Thread: Margaret Hodge
View Single Post
Unread 27 May 2007, 18:56   #5
Dante Hicks
Clerk
 
Join Date: Jun 2001
Posts: 13,940
Dante Hicks has ascended to a higher existance and no longer needs rep points to prove the size of his e-penis.Dante Hicks has ascended to a higher existance and no longer needs rep points to prove the size of his e-penis.Dante Hicks has ascended to a higher existance and no longer needs rep points to prove the size of his e-penis.Dante Hicks has ascended to a higher existance and no longer needs rep points to prove the size of his e-penis.Dante Hicks has ascended to a higher existance and no longer needs rep points to prove the size of his e-penis.Dante Hicks has ascended to a higher existance and no longer needs rep points to prove the size of his e-penis.Dante Hicks has ascended to a higher existance and no longer needs rep points to prove the size of his e-penis.Dante Hicks has ascended to a higher existance and no longer needs rep points to prove the size of his e-penis.Dante Hicks has ascended to a higher existance and no longer needs rep points to prove the size of his e-penis.Dante Hicks has ascended to a higher existance and no longer needs rep points to prove the size of his e-penis.Dante Hicks has ascended to a higher existance and no longer needs rep points to prove the size of his e-penis.
Re: Margaret Hodge

I could bore for England on this subject but essentially :

- There is a massive shortage of affordable, decent homes in most of the country. This particularly applies to council housing, but housing association properties can be thought of in pretty much the same way.

- How you allocate housing is the single hardest part of housing management (if you're dealing with a scenario like the above). You either :
a) Allocate strictly on basis of need (i.e. people assessed with highest need get put first) which means that you will have people waiting for twenty or thirty years and they will still be "queue-jumped" by immigrants/single-mothers/whomever your hate group is.

This applies to the welfare state generally. If you are employed, healthy and single the state will asisst you much less than if you were an unemployed drug addict with nine kids. Is this "fair"?

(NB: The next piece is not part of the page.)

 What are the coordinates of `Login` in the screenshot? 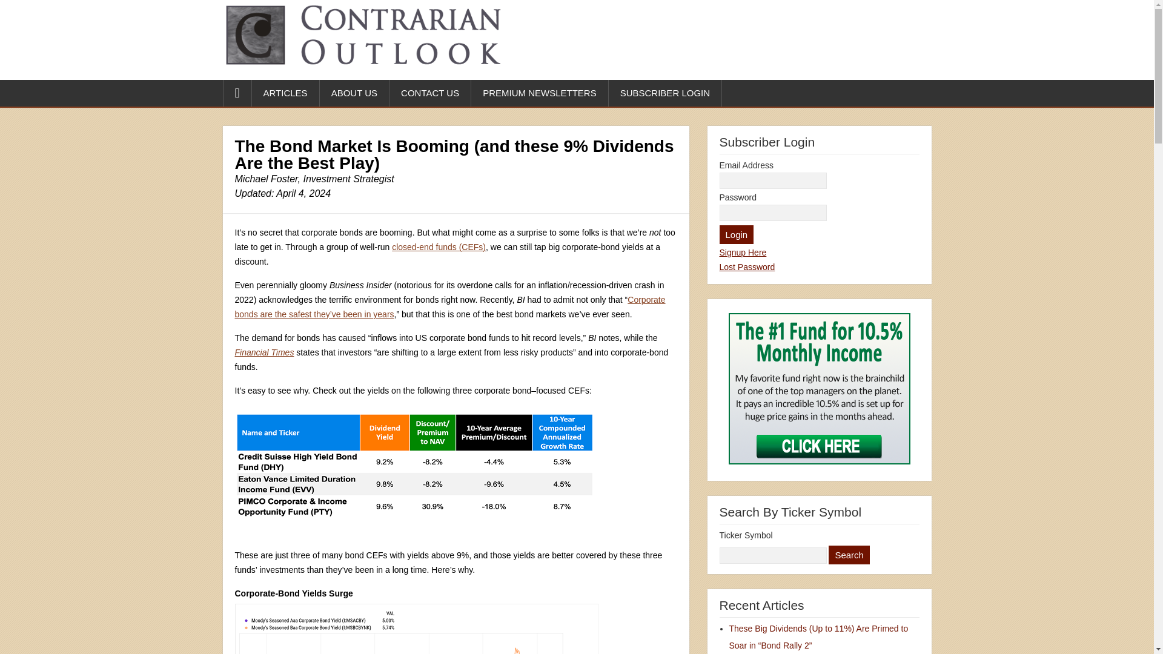 It's located at (736, 234).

b) Allocate based on some sort of strict "wait your turn" system, where there's no queue jumping. But then what do you do when a family with six kids arrives in the housing departments office and they've got no-where to go? Let them lie in the street?

c) Some mish-mash of the above. (This is in effect what happens, although needs tends to trump waiting time)

The reason why Miss Hodge's remarks are perhaps unhelpful is because resentment over allocations applies more generally than just immigrants. Who remembers stories about teenage girls getting pregnant so they can "get a council flat"?

From the perspective of the street level bureaucrat - the issue is what practically are you going to do with the limited resources available. Whatever policy we undertake, we need to be sure we can live with the consequences.
- Are we comfortable with families being left street homeless. You do not see (as a rule) homeless children in Britain. This is not an accident, but is a result of various policies we have in place.
- Are we comfortable with vulnerable families of whatever kind being left in piss-poor temporary accomodation for long periods? Are we comfortable with the likely impact this is going to have on their children? Are we building enough prisons to put the likely results?
- Are we comfortable with people being given next to no incentive to be less shit human beings? To see that housing is going to people who have made questionable life choices and their own "good" behaviour is basically ignored.

And so on.

Of course, a much easier option would be to increase the supply of decent housing far more rapidly we than are doing at present. There is not the will to do this though, although I suspect there will be within the next ten years (assuming current trends continue).

Personally, I do not think we should take someone's country of birth into consideration when we are looking into allocating them a home. It is easy to imagine scenarios where this might prove impossible, but I would not say we are there yet.